His campaign pitch has been reduced to the charge that Bush has bungled the job. If elected, he will pursue the same policy, but “do it right.” When obliged to elaborate, he declares that he would seek greater international support for this and future wars, while fostering “equality of sacrifice” in the destruction of lives and living standards that such wars entail.

This right-wing, overtly imperialist perspective is combined with Kerry’s feverish self-promotion as a Vietnam War hero, and vows to increase military spending, double the size of the US Special Forces, and intensify the global “war on terror.”

In the face of this reactionary farce, we say to those opponents of US militarism who are backing Kerry under the banner of “anybody but Bush”—snap out of it and stop wasting your time!

It is impossible to listen with a straight face to the ever more implausible alibis churned out by Kerry’s liberal and “left” apologists. In the aftermath of Kerry’s categorical endorsement of the decision to invade a country that posed no threat to the American people, some of his “anti-war” supporters have resorted to the hair-splitting sophistry that voting to authorize the war is somehow different from supporting the war.

Was the Massachusetts senator so naïve as to believe that once granted this authority, Bush, Cheney and Rumsfeld wouldn’t use it? Everyone in Washington knew that the administration came into office determined to invade Iraq, and that the WMD argument was merely a pretext.

In point of fact, Kerry and other leading Democrats embraced the Bush administration’s bogus intelligence reports because they themselves supported an unprovoked attack on Iraq, and were looking for a pretext and political cover to line up behind the war cabal in the White House and Pentagon.

In contests between the Democratic and Republican parties, socialists have always rejected the “lesser of two evils” argument on principle. The two parties are component parts of the same system.
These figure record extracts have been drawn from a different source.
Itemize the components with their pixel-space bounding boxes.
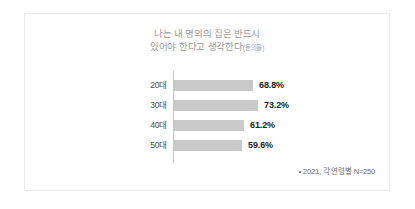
bar-fill-20dae: [174, 80, 253, 91]
footnote-text: 2021, 각 연령별 N=250: [303, 167, 375, 176]
bar-row-30dae: 30대 73.2%: [25, 100, 391, 111]
bar-row-50dae: 50대 59.6%: [25, 140, 391, 151]
bar-value-30dae: 73.2%: [264, 100, 289, 111]
bar-value-50dae: 59.6%: [248, 140, 273, 151]
chart-title-line-2-text: 있어야 한다고 생각한다: [150, 41, 243, 52]
bar-label-30dae: 30대: [109, 100, 167, 111]
bar-label-40dae: 40대: [109, 120, 167, 131]
bar-fill-30dae: [174, 100, 258, 111]
bar-label-20dae: 20대: [109, 80, 167, 91]
footnote-bullet-icon: •: [299, 167, 301, 176]
chart-footnote: •2021, 각 연령별 N=250: [299, 165, 375, 176]
chart-title-line-2: 있어야 한다고 생각한다(동의율): [25, 40, 389, 54]
bar-row-20dae: 20대 68.8%: [25, 80, 391, 91]
chart-title-suffix: (동의율): [243, 44, 264, 51]
bar-chart-plot: 20대 68.8% 30대 73.2% 40대 61.2% 50대 59.6%: [25, 71, 391, 163]
chart-title: 나는 내 명의의 집은 반드시 있어야 한다고 생각한다(동의율): [25, 27, 389, 54]
chart-title-line-1: 나는 내 명의의 집은 반드시: [25, 27, 389, 40]
bar-label-50dae: 50대: [109, 140, 167, 151]
chart-card: 나는 내 명의의 집은 반드시 있어야 한다고 생각한다(동의율) 20대 68…: [24, 13, 390, 191]
bar-fill-40dae: [174, 120, 244, 131]
bar-row-40dae: 40대 61.2%: [25, 120, 391, 131]
bar-value-20dae: 68.8%: [259, 80, 284, 91]
bar-fill-50dae: [174, 140, 242, 151]
bar-value-40dae: 61.2%: [250, 120, 275, 131]
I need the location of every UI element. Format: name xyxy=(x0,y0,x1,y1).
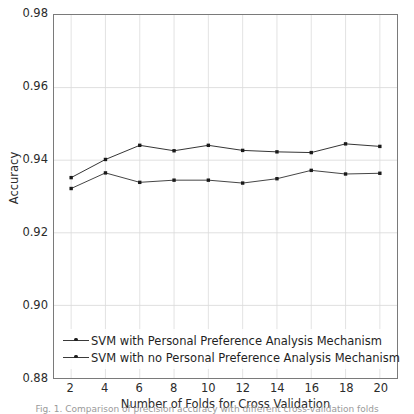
x-tick-label: 4 xyxy=(90,383,120,395)
x-tick-label: 8 xyxy=(159,383,189,395)
legend-item[interactable]: SVM with Personal Preference Analysis Me… xyxy=(61,332,378,349)
x-tick-label: 20 xyxy=(366,383,396,395)
legend-label: SVM with no Personal Preference Analysis… xyxy=(91,351,400,365)
legend-label: SVM with Personal Preference Analysis Me… xyxy=(91,334,382,348)
x-tick-label: 6 xyxy=(124,383,154,395)
y-tick-label: 0.98 xyxy=(4,8,48,20)
x-tick-label: 16 xyxy=(297,383,327,395)
y-tick-label: 0.92 xyxy=(4,227,48,239)
y-tick-label: 0.90 xyxy=(4,300,48,312)
y-tick-label: 0.96 xyxy=(4,81,48,93)
x-tick-label: 10 xyxy=(193,383,223,395)
figure-caption: Fig. 1. Comparison of precision accuracy… xyxy=(0,404,414,414)
x-tick-label: 18 xyxy=(331,383,361,395)
legend-item[interactable]: SVM with no Personal Preference Analysis… xyxy=(61,349,378,366)
legend: SVM with Personal Preference Analysis Me… xyxy=(58,329,382,369)
x-tick-label: 2 xyxy=(55,383,85,395)
data-series-layer xyxy=(54,15,397,378)
plot-area xyxy=(53,14,398,379)
y-tick-label: 0.88 xyxy=(4,373,48,385)
y-axis-label: Accuracy xyxy=(8,133,20,223)
legend-line-marker-icon xyxy=(61,334,91,348)
x-tick-label: 14 xyxy=(262,383,292,395)
x-tick-label: 12 xyxy=(228,383,258,395)
legend-line-marker-icon xyxy=(61,351,91,365)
Whatever their tactical differences, both are instruments of the American financial oligarchy and are dedicated to defending its interests. Support for a supposedly less reactionary candidate can only serve to divert working people from the necessary fight to establish their political independence from the parties of big business.

But in this election, there is no discernible “lesser evil.” Over the past decade, the Democratic Party has moved rightward in lockstep with the Republicans, providing—in the persons of Democrats like Kerry and Edwards—support for every one of the current administration’s key policies, from the Iraq war to the USA Patriot Act.

We in the Socialist Equality Party state unequivocally that we have no preference for Kerry over Bush, and are utterly indifferent as to which of these two scoundrels wins the 2004 election.

In either case, the eruption of militarism abroad and the attacks on the basic rights and social conditions of working people at home will continue. The reactionary and criminal policies of the Bush administration are not an aberration arising from the right-wing ideology of its leading personnel. Rather, they are the product of the insoluble crisis of American capitalism, a crisis that will only intensify after November.

We reject the claim that there is no way to defeat Bush outside of supporting Kerry, and that all political activity must be subordinated to a Democratic victory in November. On the contrary, there is no way to put an end to the policies of the Bush administration—enacted with the support of the Democrats—outside of the emergence of a new, mass movement of the working class armed with a socialist and internationalist program.

Preparing such a movement politically and programmatically is the essential purpose of the Socialist Equality Party’s 2004 election campaign. This is the vital task posed not just for this election, but for the great struggles to come, no matter who occupies the White House next January. We urge all our supporters and all readers of the World Socialist Web Site to join us in this fight: support our campaign, vote for our candidates and, above all, make the decision to become a member of the SEP.